Diabetic Men May Be Able To Grow Their Own Insulin-Producing Cells
An anonymous reader writes "Men with type 1 diabetes may be able to grow their own insulin-producing cells from their testicular tissue, say Georgetown University Medical Center (GUMC) researchers who presented their findings today at the American Society of Cell Biology 50th annual meeting in Philadelphia. Their laboratory and animal study is a proof of principle that human spermatogonial stem cells (SSCs) extracted from testicular tissue can morph into insulin-secreting beta islet cells normally found in the pancreas. And the researchers say they accomplished this feat without use of any of the extra genes now employed in most labs to turn adult stem cells into a tissue of choice."
Yes, the root problem is autoimmune, but we already have a way to correct this, google "Edmunton Protocol" - the participants were effectively cured. The problem was a lack of islet cells (insulin producing cells) to do much good - it takes like 5 donor cadavers to cure 1 diabetic, so there's insufficient supply to handle even 1/100 of the diabetic patients.
But something like this just might provide cures for millions of sufferers, without fear of tissue rejection! As father of a type 1 diabetic son, this is a big, big, BIG deal!
Hooray!
I have no problem with your religion until you decide it's reason to deprive others of the truth.
Then why are they even called the same name? You'd think someone would have thought to rename one as anti-diabetes.
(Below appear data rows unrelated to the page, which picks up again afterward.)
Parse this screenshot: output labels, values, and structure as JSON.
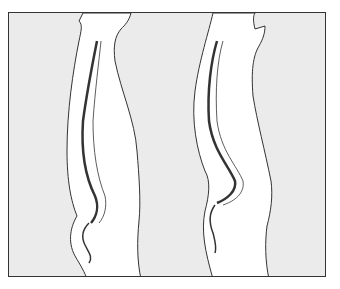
{
  "figure": {
    "panels": [
      {
        "id": "left",
        "label": "normal-posture-spine"
      },
      {
        "id": "right",
        "label": "exaggerated-curve-spine"
      }
    ],
    "colors": {
      "background": "#ebebeb",
      "body": "#ffffff",
      "line": "#333333",
      "frame": "#333333"
    }
  }
}
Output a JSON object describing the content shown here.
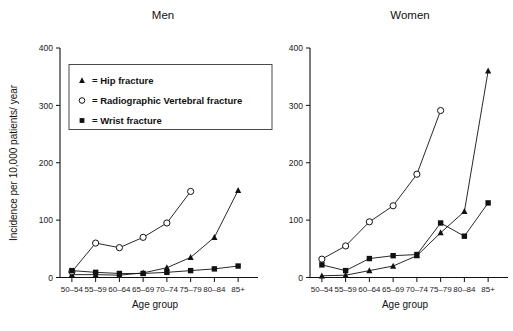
{
  "figure": {
    "ylabel": "Incidence per 10,000 patients/ year",
    "xlabel_left": "Age group",
    "xlabel_right": "Age group"
  },
  "legend": {
    "items": [
      {
        "marker": "triangle-up-filled-icon",
        "label": "= Hip fracture"
      },
      {
        "marker": "circle-open-icon",
        "label": "= Radiographic Vertebral fracture"
      },
      {
        "marker": "square-filled-icon",
        "label": "= Wrist fracture"
      }
    ]
  },
  "chart_data": [
    {
      "type": "line",
      "title": "Men",
      "xlabel": "Age group",
      "ylabel": "Incidence per 10,000 patients/ year",
      "categories": [
        "50–54",
        "55–59",
        "60–64",
        "65–69",
        "70–74",
        "75–79",
        "80–84",
        "85+"
      ],
      "ylim": [
        0,
        400
      ],
      "yticks": [
        0,
        100,
        200,
        300,
        400
      ],
      "grid": false,
      "legend_position": "upper-left-shared",
      "series": [
        {
          "name": "Hip fracture",
          "marker": "triangle",
          "values": [
            5,
            5,
            4,
            8,
            17,
            35,
            70,
            152
          ]
        },
        {
          "name": "Radiographic Vertebral fracture",
          "marker": "circle",
          "values": [
            10,
            60,
            52,
            70,
            95,
            150,
            null,
            null
          ]
        },
        {
          "name": "Wrist fracture",
          "marker": "square",
          "values": [
            12,
            9,
            7,
            7,
            9,
            12,
            15,
            20
          ]
        }
      ]
    },
    {
      "type": "line",
      "title": "Women",
      "xlabel": "Age group",
      "ylabel": "Incidence per 10,000 patients/ year",
      "categories": [
        "50–54",
        "55–59",
        "60–64",
        "65–69",
        "70–74",
        "75–79",
        "80–84",
        "85+"
      ],
      "ylim": [
        0,
        400
      ],
      "yticks": [
        0,
        100,
        200,
        300,
        400
      ],
      "grid": false,
      "legend_position": "shared-left-panel",
      "series": [
        {
          "name": "Hip fracture",
          "marker": "triangle",
          "values": [
            3,
            4,
            12,
            20,
            38,
            78,
            115,
            360
          ]
        },
        {
          "name": "Radiographic Vertebral fracture",
          "marker": "circle",
          "values": [
            32,
            55,
            97,
            125,
            180,
            291,
            null,
            null
          ]
        },
        {
          "name": "Wrist fracture",
          "marker": "square",
          "values": [
            22,
            12,
            33,
            38,
            40,
            95,
            72,
            130
          ]
        }
      ]
    }
  ]
}
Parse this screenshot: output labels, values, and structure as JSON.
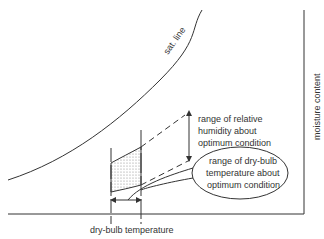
{
  "diagram": {
    "type": "psychrometric-sketch",
    "labels": {
      "sat_line": "sat. line",
      "y_axis": "moisture content",
      "x_axis": "dry-bulb temperature",
      "rh_range": [
        "range of relative",
        "humidity about",
        "optimum condition"
      ],
      "db_range": [
        "range of dry-bulb",
        "temperature about",
        "optimum condition"
      ]
    },
    "colors": {
      "ink": "#333333",
      "shade": "#9a9a9a",
      "background": "#ffffff"
    }
  }
}
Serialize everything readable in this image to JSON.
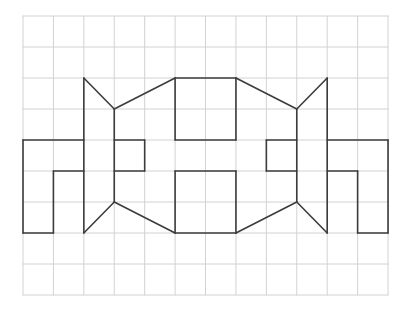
{
  "figure": {
    "grid": {
      "origin_px": [
        23,
        16
      ],
      "cell_w": 30.42,
      "cell_h": 31,
      "cols": 12,
      "rows": 9,
      "line_color": "#d2d2d2"
    },
    "stroke_color": "#3c3c3c",
    "segments": [
      [
        [
          0,
          4
        ],
        [
          2,
          4
        ]
      ],
      [
        [
          0,
          4
        ],
        [
          0,
          7
        ]
      ],
      [
        [
          0,
          7
        ],
        [
          1,
          7
        ]
      ],
      [
        [
          1,
          7
        ],
        [
          1,
          5
        ]
      ],
      [
        [
          1,
          5
        ],
        [
          2,
          5
        ]
      ],
      [
        [
          2,
          2
        ],
        [
          2,
          7
        ]
      ],
      [
        [
          2,
          2
        ],
        [
          3,
          3
        ]
      ],
      [
        [
          3,
          3
        ],
        [
          3,
          6
        ]
      ],
      [
        [
          3,
          6
        ],
        [
          2,
          7
        ]
      ],
      [
        [
          3,
          4
        ],
        [
          4,
          4
        ]
      ],
      [
        [
          4,
          4
        ],
        [
          4,
          5
        ]
      ],
      [
        [
          4,
          5
        ],
        [
          3,
          5
        ]
      ],
      [
        [
          3,
          3
        ],
        [
          5,
          2
        ]
      ],
      [
        [
          5,
          2
        ],
        [
          7,
          2
        ]
      ],
      [
        [
          5,
          2
        ],
        [
          5,
          4
        ]
      ],
      [
        [
          5,
          4
        ],
        [
          7,
          4
        ]
      ],
      [
        [
          7,
          2
        ],
        [
          7,
          4
        ]
      ],
      [
        [
          3,
          6
        ],
        [
          5,
          7
        ]
      ],
      [
        [
          5,
          7
        ],
        [
          7,
          7
        ]
      ],
      [
        [
          5,
          5
        ],
        [
          5,
          7
        ]
      ],
      [
        [
          5,
          5
        ],
        [
          7,
          5
        ]
      ],
      [
        [
          7,
          5
        ],
        [
          7,
          7
        ]
      ],
      [
        [
          7,
          7
        ],
        [
          9,
          6
        ]
      ],
      [
        [
          7,
          2
        ],
        [
          9,
          3
        ]
      ],
      [
        [
          9,
          3
        ],
        [
          10,
          2
        ]
      ],
      [
        [
          10,
          2
        ],
        [
          10,
          7
        ]
      ],
      [
        [
          9,
          3
        ],
        [
          9,
          6
        ]
      ],
      [
        [
          9,
          6
        ],
        [
          10,
          7
        ]
      ],
      [
        [
          8,
          4
        ],
        [
          9,
          4
        ]
      ],
      [
        [
          8,
          4
        ],
        [
          8,
          5
        ]
      ],
      [
        [
          8,
          5
        ],
        [
          9,
          5
        ]
      ],
      [
        [
          10,
          4
        ],
        [
          12,
          4
        ]
      ],
      [
        [
          12,
          4
        ],
        [
          12,
          7
        ]
      ],
      [
        [
          11,
          7
        ],
        [
          12,
          7
        ]
      ],
      [
        [
          11,
          5
        ],
        [
          11,
          7
        ]
      ],
      [
        [
          10,
          5
        ],
        [
          11,
          5
        ]
      ]
    ]
  }
}
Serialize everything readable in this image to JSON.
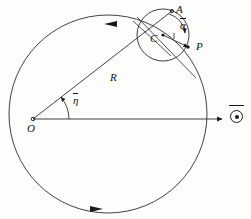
{
  "figure": {
    "background_color": "#fdfdfc",
    "stroke_color": "#1a1a1a",
    "labels": {
      "point_A": "A",
      "point_C": "C",
      "point_P": "P",
      "point_O": "O",
      "radius_R": "R",
      "angle_alpha": "α",
      "angle_eta": "η",
      "omega_vector": "⊙"
    },
    "geometry": {
      "large_circle": {
        "cx": 108,
        "cy": 114,
        "r": 99,
        "label": "deferent-circle"
      },
      "small_circle": {
        "cx": 163,
        "cy": 35,
        "r": 26,
        "label": "epicycle"
      },
      "origin": {
        "x": 33,
        "y": 119,
        "label": "O"
      },
      "epicycle_center": {
        "x": 163,
        "y": 35,
        "label": "C"
      },
      "point_A": {
        "x": 172,
        "y": 11,
        "label": "A"
      },
      "point_P": {
        "x": 188,
        "y": 47,
        "label": "P"
      },
      "axis_end": {
        "x": 222,
        "y": 119,
        "label": "horizontal-reference-axis"
      },
      "angle_eta_deg": 31,
      "angle_alpha_deg": 52,
      "rotation_sense": "counterclockwise"
    },
    "arrows": [
      {
        "name": "deferent-direction-top",
        "position": "top-of-large-circle",
        "direction": "counterclockwise"
      },
      {
        "name": "deferent-direction-bottom",
        "position": "bottom-of-large-circle",
        "direction": "counterclockwise"
      },
      {
        "name": "omega-axis-arrow",
        "position": "right-end-of-horizontal-axis",
        "direction": "right"
      },
      {
        "name": "alpha-angle-arrow",
        "position": "epicycle-angle-arc",
        "direction": "down"
      },
      {
        "name": "radius-to-P-arrow",
        "position": "C-to-P",
        "direction": "outward"
      }
    ]
  }
}
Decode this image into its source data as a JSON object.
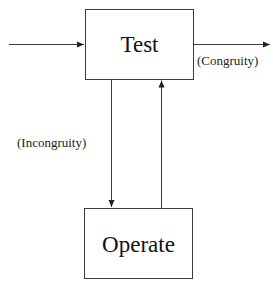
{
  "diagram": {
    "nodes": [
      {
        "id": "test",
        "label": "Test"
      },
      {
        "id": "operate",
        "label": "Operate"
      }
    ],
    "edges": [
      {
        "from": "input",
        "to": "test",
        "label": ""
      },
      {
        "from": "test",
        "to": "output",
        "label": "(Congruity)"
      },
      {
        "from": "test",
        "to": "operate",
        "label": "(Incongruity)"
      },
      {
        "from": "operate",
        "to": "test",
        "label": ""
      }
    ],
    "labels": {
      "test": "Test",
      "operate": "Operate",
      "congruity": "(Congruity)",
      "incongruity": "(Incongruity)"
    }
  }
}
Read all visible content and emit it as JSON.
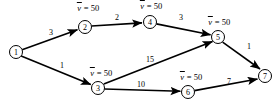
{
  "figure": {
    "type": "directed-network-diagram",
    "width": 279,
    "height": 109,
    "background_color": "#ffffff",
    "line_color": "#000000"
  },
  "nodes": [
    {
      "id": "1",
      "label": "1",
      "cx": 16,
      "cy": 52,
      "r": 6.5
    },
    {
      "id": "2",
      "label": "2",
      "cx": 85,
      "cy": 27,
      "r": 6.5
    },
    {
      "id": "3",
      "label": "3",
      "cx": 98,
      "cy": 88,
      "r": 6.5
    },
    {
      "id": "4",
      "label": "4",
      "cx": 150,
      "cy": 22,
      "r": 6.5
    },
    {
      "id": "5",
      "label": "5",
      "cx": 218,
      "cy": 37,
      "r": 6.5
    },
    {
      "id": "6",
      "label": "6",
      "cx": 188,
      "cy": 92,
      "r": 6.5
    },
    {
      "id": "7",
      "label": "7",
      "cx": 265,
      "cy": 76,
      "r": 6.5
    }
  ],
  "edges": [
    {
      "id": "e12",
      "from": "1",
      "to": "2",
      "weight": "3",
      "label_x": 51,
      "label_y": 32
    },
    {
      "id": "e24",
      "from": "2",
      "to": "4",
      "weight": "2",
      "label_x": 117,
      "label_y": 17
    },
    {
      "id": "e45",
      "from": "4",
      "to": "5",
      "weight": "3",
      "label_x": 181,
      "label_y": 17
    },
    {
      "id": "e13",
      "from": "1",
      "to": "3",
      "weight": "1",
      "label_x": 62,
      "label_y": 65
    },
    {
      "id": "e35",
      "from": "3",
      "to": "5",
      "weight": "15",
      "label_x": 150,
      "label_y": 59
    },
    {
      "id": "e36",
      "from": "3",
      "to": "6",
      "weight": "10",
      "label_x": 141,
      "label_y": 84
    },
    {
      "id": "e57",
      "from": "5",
      "to": "7",
      "weight": "1",
      "label_x": 249,
      "label_y": 46
    },
    {
      "id": "e67",
      "from": "6",
      "to": "7",
      "weight": "7",
      "label_x": 229,
      "label_y": 81
    }
  ],
  "annotations": [
    {
      "id": "a2",
      "node": "2",
      "text": " = 50",
      "symbol": "v",
      "x": 88,
      "y": 4
    },
    {
      "id": "a4",
      "node": "4",
      "text": " = 50",
      "symbol": "v",
      "x": 151,
      "y": 2
    },
    {
      "id": "a5",
      "node": "5",
      "text": " = 50",
      "symbol": "v",
      "x": 219,
      "y": 18
    },
    {
      "id": "a3",
      "node": "3",
      "text": " = 50",
      "symbol": "v",
      "x": 101,
      "y": 69
    },
    {
      "id": "a6",
      "node": "6",
      "text": " = 50",
      "symbol": "v",
      "x": 191,
      "y": 73
    }
  ]
}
Because back in the old days before they figured out exactly what the problem was, the primary medical indicator was excess levels of sugar in the urine. Which is why it in several languages is known commonly as "suger-disease".
And before they had fancy tests, they would diagnose it by the taste of the urine (sweet) and the smell of acetone or over-ripe peaches on the breath (diabetic ketoacidosis).
Cue all the jokes about "this beer tastes like warm p***".
Given that half the population doesn't even know they have diabetes, knowing the visible symptoms is useful:
The good news - it's treatable, and done right, you will live as long, or longer, than your peers since you'll HAVE to adopt a healthy lifestyle.
The bad news - if you don't treat it, you'll probably die younger than you should, after losing fingers, toes, feet, etc.
More bad news - if you smoke, the combination of diabetes and smoking has probably already taken a decade off your life, and if you don't quit, your long-term prognosis still sucks. Ugly facts.
The good news - if you quit smoking before there's permanent visible damage, there's a good chance you'll get most of that back.